House Speaker John Boehner (R-Ohio) refuses to comment on his own party’s government-shutdown scheme, but his office told msnbc yesterday that Republicans are “looking at all options to reach our ultimate goal of repealing this law that is causing premiums to soar and full-time jobs to disappear.”
And this is one of the key reasons why policy debates with Boehner and the House GOP don’t go well. It’s not that the Speaker has competing ideas that Democrats disagree with; it’s that the Speaker has a competing reality that’s sharply at odds with everyone else’s.
In this case, the notion that the Affordable Care Act is causing “full-time jobs to disappear” is absurd.
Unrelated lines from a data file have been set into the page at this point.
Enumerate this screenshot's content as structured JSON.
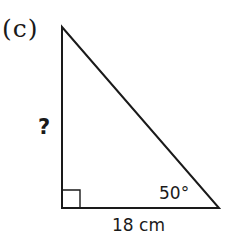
{
  "figure": {
    "part_label": "(c)",
    "shape": "right-triangle",
    "vertices": {
      "top": [
        62,
        27
      ],
      "right_angle": [
        62,
        208
      ],
      "bottom_right": [
        219,
        208
      ]
    },
    "labels": {
      "vertical_side": "?",
      "angle": "50°",
      "base": "18 cm"
    },
    "right_angle_marker": true,
    "colors": {
      "stroke": "#1a1a1a",
      "background": "#ffffff"
    }
  }
}
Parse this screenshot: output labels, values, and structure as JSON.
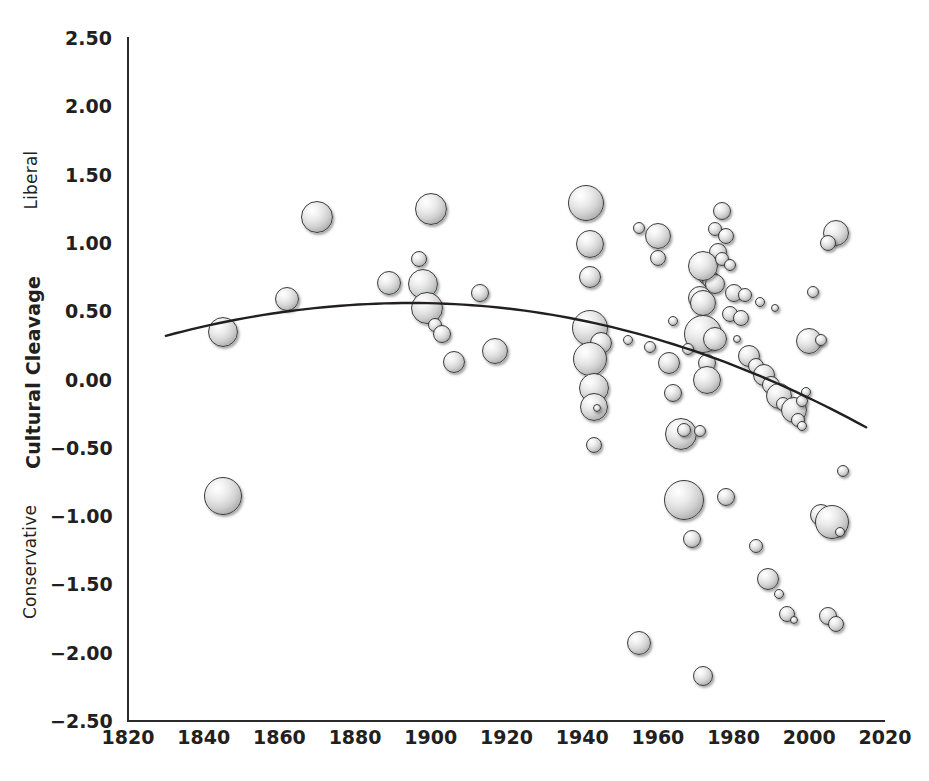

The claim has been thoroughly debunked and looks sillier all the time — USA Today reported just this morning, “Small-business hiring and confidence about the future are rising, a signal of the economy’s growing strength and diminishing concerns about employee insurance coverage required by the new health care law.”
But it’s Boehner’s apparent belief that health care premiums are “soaring” that’s especially amazing.
Premiums for employer-provided health insurance increased by relatively modest amounts for the second year in a row, according to a new survey, further evidence that once-fierce health care inflation might be abating.
For the House Speaker, premiums are “soaring” and the health care law deserves the blame. For those of us who live in reality, premium increases have slowed dramatically, and the health care law very likely deserves the credit.
Is it possible Boehner’s office doesn’t know what “soar” means? Because this one’s not even close.
Indeed, while congressional Republicans insist “Obamacare” isn’t “bending the cost curve,” the evidence shows the exact opposite.
Matt Yglesias made the case yesterday that the Obama administration deserves the credit for this.